Pennsylvania

Budget Work to Continue After Whirlwind of Finger-Pointing

A two-day whirlwind of accusations, counter-accusations and a threat to override Gov. Tom Wolf's veto of a short-term spending bill yielded no firm assurances Tuesday night that Pennsylvania's five-month budget stalemate would end soon.

Wolf's office on Tuesday night said Republicans were guilty of "theatrics" in calling back the Senate into session and threatening to override the Democrat's Sept. 29 veto of a four-month spending bill.

It reiterated his call for a budget by Dec. 4, but made no mention of a deal to replace one that had collapsed in recent days.

"Talks continued with Republican leaders tonight and will take place in the coming days," Wolf's office said in a brief statement.

Earlier Tuesday, Wolf hammered Republicans, saying leaders of the commanding House and Senate GOP majorities could not secure enough rank-and-file support for a sales tax increase they had proposed because their ranks include too many "who just want to blow things up."

"The ball is in the Republicans' court," Wolf told interviewers Tuesday morning during a regular appearance on Pittsburgh radio station KDKA-AM.

For a couple hours Tuesday afternoon, negotiations hit another wall over pension legislation, Republicans said, prompting their threat to override Wolf's veto. After a hasty meeting with the governor, Senate leaders emerged, saying that a new "framework" of a budget agreement was in place and that work would continue on the details.

Votes were possible next week, Senate officials said.

To get by without state aid, school districts, counties and social services organizations have laid off employees, delayed services, let bills pile up or taken out hundreds of millions of dollars in loans. Counties have begun looking into ways to withhold tax collections from the state, or even suing the state. On Tuesday, Standard & Poor's slapped Luzerne County with a steep credit downgrade and Bucks County said it would stop forwarding about $4 million to the state in payments collected on real estate transfers, court fees and other transactions.

Only Pennsylvania and Illinois are operating without state budgets.

The latest effort at securing a budget deal, as outlined by Republicans on Tuesday, involved little in new details. A spending plan of more than $30 billion, up from about $29 billion last year, would include an increase of $350 million in public school aid, or about 6 percent, as a gesture to Wolf's efforts to whittle down disparities between Pennsylvania's poorest and richest school districts.

Meanwhile, the deal included two gestures toward Republican policy pursuits: a substantial reduction in the traditional pension benefit for public school and state government employees, and the shattering of state government control over retail wine and liquor sales.

A cash package of approximately $600 million to support new education spending and to narrow a long-term budget deficit could include higher excise taxes on cigarettes, new excise taxes on smokeless tobacco products and the elimination of some exemptions or perceived loopholes in the sales tax.

It also could include near-term savings from refinancing the state's pension debt — a move that increases long-term costs — and issuing new licenses for private-sector wine or liquor sales.

Under the pension changes, future state government and public school employees would get a new 401(k)-style benefit, but a smaller traditional pension benefit. Republicans had sought the complete elimination of the traditional pension benefit entirely, but Wolf opposed it.

In addition, licensed beer distributors would have the opportunity to sell wine and liquor, while grocery stores could buy licenses to sell wine. Wolf had opposed the complete shuttering of state wine and liquor stores sought by some Republicans.

An earlier deal, first floated two weeks ago by Wolf and Republican majority leaders, unraveled in the last few days. The sides, however, quarreled over why it unraveled.

Wolf said Republicans told him Friday that they could not secure enough rank-and-file support for a 21 percent sales tax increase that they had proposed as the linchpin to a budget deal and a $1.4 billion school property-tax rebate package.

Senate Majority Leader Jake Corman, R-Centre, insisted the sides were entrenched over dueling plans on which school districts should benefit the most from the property tax rebates.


# WHAT IS REQUIRED:
All records are to be reproduced verbatim, with images omitted.

(Collected data)
━━━

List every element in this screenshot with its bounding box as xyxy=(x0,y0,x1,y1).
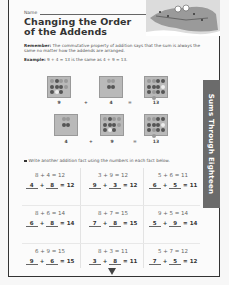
answer-sum: 11 xyxy=(190,182,198,188)
remember-note: Remember: The commutative property of ad… xyxy=(24,43,204,54)
answer-row: 9 + 6 = 15 xyxy=(19,258,81,265)
equals-sign: = xyxy=(133,139,137,144)
problem-6: 9 + 5 = 14 5 + 9 = 14 xyxy=(142,210,204,227)
equals-sign: = xyxy=(123,182,128,188)
answer-addend-b[interactable]: 6 xyxy=(46,258,58,265)
answer-row: 6 + 8 = 14 xyxy=(19,220,81,227)
answer-addend-a[interactable]: 6 xyxy=(149,182,161,189)
given-fact: 6 + 9 = 15 xyxy=(19,248,81,254)
answer-sum: 14 xyxy=(190,220,198,226)
counters-box-4 xyxy=(99,76,123,98)
equals-sign: = xyxy=(183,220,188,226)
problem-1: 8 + 4 = 12 4 + 8 = 12 xyxy=(19,172,81,189)
name-label: Name xyxy=(24,10,37,15)
counters-box-9 xyxy=(100,114,124,136)
plus-sign: + xyxy=(163,182,168,188)
example-sum: 13 xyxy=(144,139,168,144)
name-field[interactable]: Name xyxy=(24,10,150,15)
example-addend-a: 4 xyxy=(54,139,78,144)
row-divider xyxy=(22,205,200,206)
answer-sum: 12 xyxy=(130,182,138,188)
answer-row: 7 + 5 = 12 xyxy=(142,258,204,265)
plus-sign: + xyxy=(103,220,108,226)
answer-addend-a[interactable]: 4 xyxy=(26,182,38,189)
name-line[interactable] xyxy=(40,10,150,15)
equals-sign: = xyxy=(123,258,128,264)
problem-5: 8 + 7 = 15 7 + 8 = 15 xyxy=(82,210,144,227)
plus-sign: + xyxy=(103,182,108,188)
answer-addend-a[interactable]: 3 xyxy=(89,258,101,265)
answer-row: 4 + 8 = 12 xyxy=(19,182,81,189)
bullet-icon xyxy=(24,160,27,163)
equals-sign: = xyxy=(60,182,65,188)
counters-box-13 xyxy=(144,76,168,98)
side-tab-label: Sums Through Eighteen xyxy=(208,94,216,195)
example-sum: 13 xyxy=(144,100,168,105)
plus-sign: + xyxy=(40,182,45,188)
problem-4: 8 + 6 = 14 6 + 8 = 14 xyxy=(19,210,81,227)
plus-sign: + xyxy=(84,100,88,105)
answer-sum: 12 xyxy=(190,258,198,264)
answer-addend-b[interactable]: 3 xyxy=(109,182,121,189)
answer-addend-b[interactable]: 8 xyxy=(109,220,121,227)
given-fact: 8 + 3 = 11 xyxy=(82,248,144,254)
problem-2: 3 + 9 = 12 9 + 3 = 12 xyxy=(82,172,144,189)
equals-sign: = xyxy=(60,220,65,226)
plus-sign: + xyxy=(40,220,45,226)
given-fact: 5 + 6 = 11 xyxy=(142,172,204,178)
down-triangle-icon xyxy=(108,268,116,275)
answer-row: 9 + 3 = 12 xyxy=(82,182,144,189)
page-title: Changing the Order of the Addends xyxy=(24,17,131,36)
equals-sign: = xyxy=(183,182,188,188)
answer-addend-a[interactable]: 9 xyxy=(89,182,101,189)
instruction-text: Write another addition fact using the nu… xyxy=(29,158,170,163)
counters-box-9 xyxy=(47,76,71,98)
answer-sum: 15 xyxy=(67,258,75,264)
given-fact: 8 + 6 = 14 xyxy=(19,210,81,216)
alligator-illustration xyxy=(146,0,220,36)
answer-addend-b[interactable]: 5 xyxy=(169,258,181,265)
answer-addend-a[interactable]: 5 xyxy=(149,220,161,227)
example-addend-b: 9 xyxy=(100,139,124,144)
row-divider xyxy=(22,243,200,244)
answer-addend-a[interactable]: 7 xyxy=(149,258,161,265)
problem-3: 5 + 6 = 11 6 + 5 = 11 xyxy=(142,172,204,189)
example-text: 9 + 4 = 13 is the same as 4 + 9 = 13. xyxy=(46,57,128,62)
answer-addend-b[interactable]: 5 xyxy=(169,182,181,189)
plus-sign: + xyxy=(103,258,108,264)
given-fact: 5 + 7 = 12 xyxy=(142,248,204,254)
answer-row: 6 + 5 = 11 xyxy=(142,182,204,189)
plus-sign: + xyxy=(89,139,93,144)
example-addend-a: 9 xyxy=(47,100,71,105)
answer-addend-b[interactable]: 9 xyxy=(169,220,181,227)
title-line-2: of the Addends xyxy=(24,27,131,37)
answer-row: 7 + 8 = 15 xyxy=(82,220,144,227)
plus-sign: + xyxy=(163,258,168,264)
given-fact: 9 + 5 = 14 xyxy=(142,210,204,216)
example-label: Example: xyxy=(24,57,46,62)
answer-row: 5 + 9 = 14 xyxy=(142,220,204,227)
remember-label: Remember: xyxy=(24,43,51,48)
given-fact: 3 + 9 = 12 xyxy=(82,172,144,178)
answer-addend-a[interactable]: 6 xyxy=(26,220,38,227)
example-addend-b: 4 xyxy=(99,100,123,105)
equals-sign: = xyxy=(128,100,132,105)
plus-sign: + xyxy=(40,258,45,264)
answer-addend-b[interactable]: 8 xyxy=(46,182,58,189)
answer-sum: 15 xyxy=(130,220,138,226)
example-note: Example: 9 + 4 = 13 is the same as 4 + 9… xyxy=(24,57,127,62)
answer-sum: 12 xyxy=(67,182,75,188)
instruction: Write another addition fact using the nu… xyxy=(24,158,170,163)
answer-addend-a[interactable]: 9 xyxy=(26,258,38,265)
plus-sign: + xyxy=(163,220,168,226)
problem-9: 5 + 7 = 12 7 + 5 = 12 xyxy=(142,248,204,265)
equals-sign: = xyxy=(123,220,128,226)
answer-addend-b[interactable]: 8 xyxy=(46,220,58,227)
answer-addend-a[interactable]: 7 xyxy=(89,220,101,227)
equals-sign: = xyxy=(183,258,188,264)
answer-row: 3 + 8 = 11 xyxy=(82,258,144,265)
given-fact: 8 + 4 = 12 xyxy=(19,172,81,178)
counters-box-4 xyxy=(54,114,78,136)
answer-addend-b[interactable]: 8 xyxy=(109,258,121,265)
counters-box-13 xyxy=(144,114,168,136)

━━━

# THE COMPLETED TASK:
List every element in this screenshot with its bounding box as xyxy=(x0,y0,x1,y1).
answer-sum: 11 xyxy=(190,182,198,188)
remember-note: Remember: The commutative property of ad… xyxy=(24,43,204,54)
answer-row: 9 + 6 = 15 xyxy=(19,258,81,265)
equals-sign: = xyxy=(133,139,137,144)
problem-6: 9 + 5 = 14 5 + 9 = 14 xyxy=(142,210,204,227)
equals-sign: = xyxy=(123,182,128,188)
answer-addend-b[interactable]: 6 xyxy=(46,258,58,265)
answer-row: 6 + 8 = 14 xyxy=(19,220,81,227)
answer-addend-a[interactable]: 6 xyxy=(149,182,161,189)
given-fact: 6 + 9 = 15 xyxy=(19,248,81,254)
answer-sum: 14 xyxy=(190,220,198,226)
counters-box-4 xyxy=(99,76,123,98)
equals-sign: = xyxy=(183,220,188,226)
problem-1: 8 + 4 = 12 4 + 8 = 12 xyxy=(19,172,81,189)
name-label: Name xyxy=(24,10,37,15)
counters-box-9 xyxy=(100,114,124,136)
plus-sign: + xyxy=(163,182,168,188)
example-sum: 13 xyxy=(144,139,168,144)
name-field[interactable]: Name xyxy=(24,10,150,15)
example-addend-a: 4 xyxy=(54,139,78,144)
row-divider xyxy=(22,205,200,206)
answer-sum: 12 xyxy=(130,182,138,188)
answer-row: 7 + 5 = 12 xyxy=(142,258,204,265)
plus-sign: + xyxy=(103,220,108,226)
answer-addend-a[interactable]: 4 xyxy=(26,182,38,189)
name-line[interactable] xyxy=(40,10,150,15)
equals-sign: = xyxy=(123,258,128,264)
problem-5: 8 + 7 = 15 7 + 8 = 15 xyxy=(82,210,144,227)
plus-sign: + xyxy=(103,182,108,188)
answer-addend-a[interactable]: 3 xyxy=(89,258,101,265)
answer-row: 4 + 8 = 12 xyxy=(19,182,81,189)
bullet-icon xyxy=(24,160,27,163)
equals-sign: = xyxy=(60,182,65,188)
counters-box-13 xyxy=(144,76,168,98)
side-tab-label: Sums Through Eighteen xyxy=(208,94,216,195)
example-sum: 13 xyxy=(144,100,168,105)
plus-sign: + xyxy=(40,182,45,188)
problem-4: 8 + 6 = 14 6 + 8 = 14 xyxy=(19,210,81,227)
plus-sign: + xyxy=(84,100,88,105)
answer-sum: 12 xyxy=(190,258,198,264)
answer-addend-b[interactable]: 3 xyxy=(109,182,121,189)
answer-addend-b[interactable]: 8 xyxy=(109,220,121,227)
given-fact: 8 + 3 = 11 xyxy=(82,248,144,254)
problem-2: 3 + 9 = 12 9 + 3 = 12 xyxy=(82,172,144,189)
equals-sign: = xyxy=(60,220,65,226)
plus-sign: + xyxy=(40,220,45,226)
given-fact: 5 + 6 = 11 xyxy=(142,172,204,178)
down-triangle-icon xyxy=(108,268,116,275)
answer-row: 9 + 3 = 12 xyxy=(82,182,144,189)
page-title: Changing the Order of the Addends xyxy=(24,17,131,36)
equals-sign: = xyxy=(183,182,188,188)
answer-addend-a[interactable]: 9 xyxy=(89,182,101,189)
instruction-text: Write another addition fact using the nu… xyxy=(29,158,170,163)
counters-box-9 xyxy=(47,76,71,98)
answer-sum: 15 xyxy=(67,258,75,264)
given-fact: 8 + 6 = 14 xyxy=(19,210,81,216)
alligator-illustration xyxy=(146,0,220,36)
answer-addend-b[interactable]: 5 xyxy=(169,258,181,265)
answer-addend-a[interactable]: 5 xyxy=(149,220,161,227)
example-addend-b: 9 xyxy=(100,139,124,144)
row-divider xyxy=(22,243,200,244)
answer-addend-a[interactable]: 7 xyxy=(149,258,161,265)
problem-3: 5 + 6 = 11 6 + 5 = 11 xyxy=(142,172,204,189)
example-text: 9 + 4 = 13 is the same as 4 + 9 = 13. xyxy=(46,57,128,62)
answer-addend-b[interactable]: 5 xyxy=(169,182,181,189)
plus-sign: + xyxy=(103,258,108,264)
given-fact: 5 + 7 = 12 xyxy=(142,248,204,254)
answer-row: 6 + 5 = 11 xyxy=(142,182,204,189)
plus-sign: + xyxy=(89,139,93,144)
example-addend-a: 9 xyxy=(47,100,71,105)
answer-addend-b[interactable]: 9 xyxy=(169,220,181,227)
title-line-2: of the Addends xyxy=(24,27,131,37)
answer-row: 7 + 8 = 15 xyxy=(82,220,144,227)
plus-sign: + xyxy=(163,258,168,264)
given-fact: 9 + 5 = 14 xyxy=(142,210,204,216)
example-label: Example: xyxy=(24,57,46,62)
answer-row: 5 + 9 = 14 xyxy=(142,220,204,227)
remember-label: Remember: xyxy=(24,43,51,48)
given-fact: 3 + 9 = 12 xyxy=(82,172,144,178)
answer-addend-a[interactable]: 6 xyxy=(26,220,38,227)
example-addend-b: 4 xyxy=(99,100,123,105)
equals-sign: = xyxy=(128,100,132,105)
plus-sign: + xyxy=(40,258,45,264)
answer-addend-b[interactable]: 8 xyxy=(46,182,58,189)
answer-sum: 15 xyxy=(130,220,138,226)
example-note: Example: 9 + 4 = 13 is the same as 4 + 9… xyxy=(24,57,127,62)
answer-sum: 12 xyxy=(67,182,75,188)
instruction: Write another addition fact using the nu… xyxy=(24,158,170,163)
answer-addend-a[interactable]: 9 xyxy=(26,258,38,265)
plus-sign: + xyxy=(163,220,168,226)
problem-9: 5 + 7 = 12 7 + 5 = 12 xyxy=(142,248,204,265)
equals-sign: = xyxy=(123,220,128,226)
answer-addend-b[interactable]: 8 xyxy=(46,220,58,227)
answer-addend-a[interactable]: 7 xyxy=(89,220,101,227)
equals-sign: = xyxy=(183,258,188,264)
answer-row: 3 + 8 = 11 xyxy=(82,258,144,265)
given-fact: 8 + 4 = 12 xyxy=(19,172,81,178)
counters-box-4 xyxy=(54,114,78,136)
answer-addend-b[interactable]: 8 xyxy=(109,258,121,265)
counters-box-13 xyxy=(144,114,168,136)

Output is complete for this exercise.